Short sentences give other effects. Also sentence fragments. They can be trenchant, punchy. They can suggest weariness. They can increase the drabness of a drab scene. Used for an unworthy reason, as here, they can be boring.

Between these extremes, the endless sentence and the very short sentence, lies a world of variation, a world every writer must eventually explore.

Poetic Rhythm

Compare the above. Reading at the natural speed we use for prose, faster than the natural speed of verse or prose poetry, we find that item 2 is slower, more plodding, than item 1; and item
3, because of the fairly regular occurrence of stressed syllables and the number of unstressed syllables between them, runs along more lightly than either 1 or 2 and much more lightly than item 4, where the juxtaposed stresses slow the sentence to a trudge.

Metrical analysis markings are always approximations, both when we’re dealing with prose and when we deal with verse. Other good readers—or I myself on another day—might legitimately read the lines I’ve marked in other ways, though some readings are sure to be less convincing than others. I use the symbols for metrical analysis, here and in the rest of this discussion, as follows:
= stressed syllable;
= lightly stressed syllable (or sometimes, in metrical verse,
beat
in the absence of stress);
= unstressed syllable;
= unstressed but long or slow syllable;
= unstressed syllable slightly oonched (by rhyme or some other force) toward stress;
= pause or caesura;
= hovering stress (also
, used in situations where we might read two juxtaposed syllables as either trochaic or iambic, but so similar in stress that they seem to divide the emphasis of beat between them, as in Robert Frost’s

or—

When in verse three or more stresses (either in juxtaposition or with one or more interposed unstressed syllables) seem to share a single beat, the phrase mark and stress number may be useful:
. (In rhythmically tricky metrical verse, think of the beat as the drum’s basic rhythm, and the variations as the jazz soloist’s syncopated ride.) The reason for these complications, hovering stress and phrase, is that in metrical English verse a foot can normally contain no more than one stressed and two unstressed syllables, though occasionally—especially in nursery rhymes and some very old folk poetry—one or more extra unstressed syllables may be slipped in—the extra syllables Gerard Manley Hopkins called “riders.” By the system I am using, the only possible patterns for the English foot, discounting riders and other syncopations, are iambic
, trochaic
, dactylic
, anapestic
, and amphibrachic
. In verse, the number of
feet
in the line gives the line’s meter.
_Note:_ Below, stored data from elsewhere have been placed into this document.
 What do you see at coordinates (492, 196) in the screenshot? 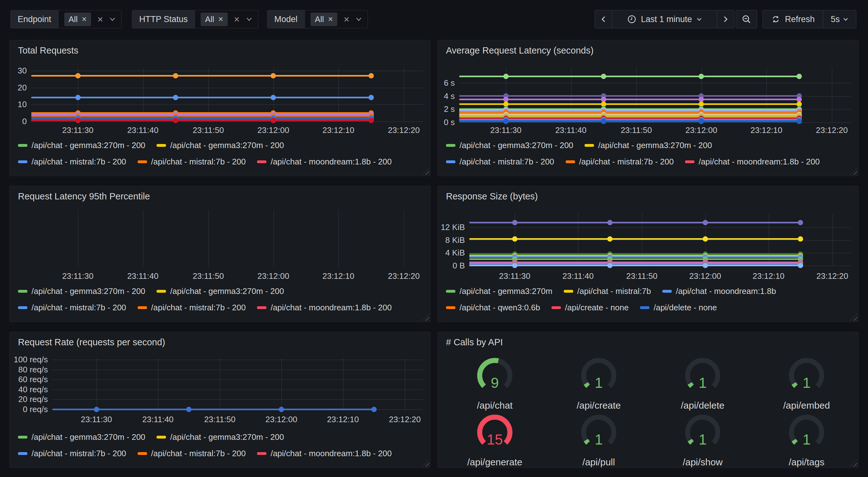
I see `panel-title: Response Size (bytes)` at bounding box center [492, 196].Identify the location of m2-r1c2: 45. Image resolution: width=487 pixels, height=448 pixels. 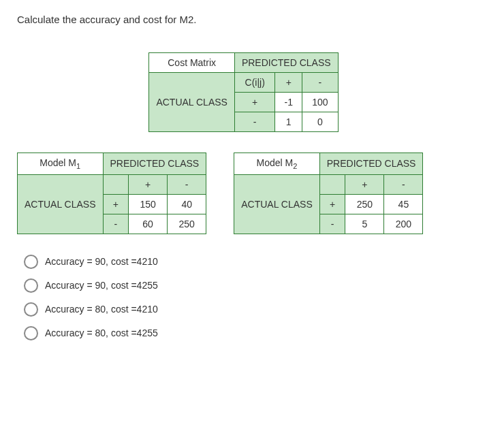
(403, 204).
For instance, the Frost line just quoted
has four beats (as marked). The basic measures are monometer, dimeter, trimeter, tetrameter, pentamenter, hexameter, and heptameter. Beyond this length the line tends to break into separate parts, as octameter, for instance, tends to read as two joined tetrameters. Only on rare occasions, as in some of the writings of William Gass, and in some of my own work, does prose rhythm contain meter—usually hidden, since the metrically equal lines are run together, though they may give some such signal of their presence as obvious or subtle rhyme.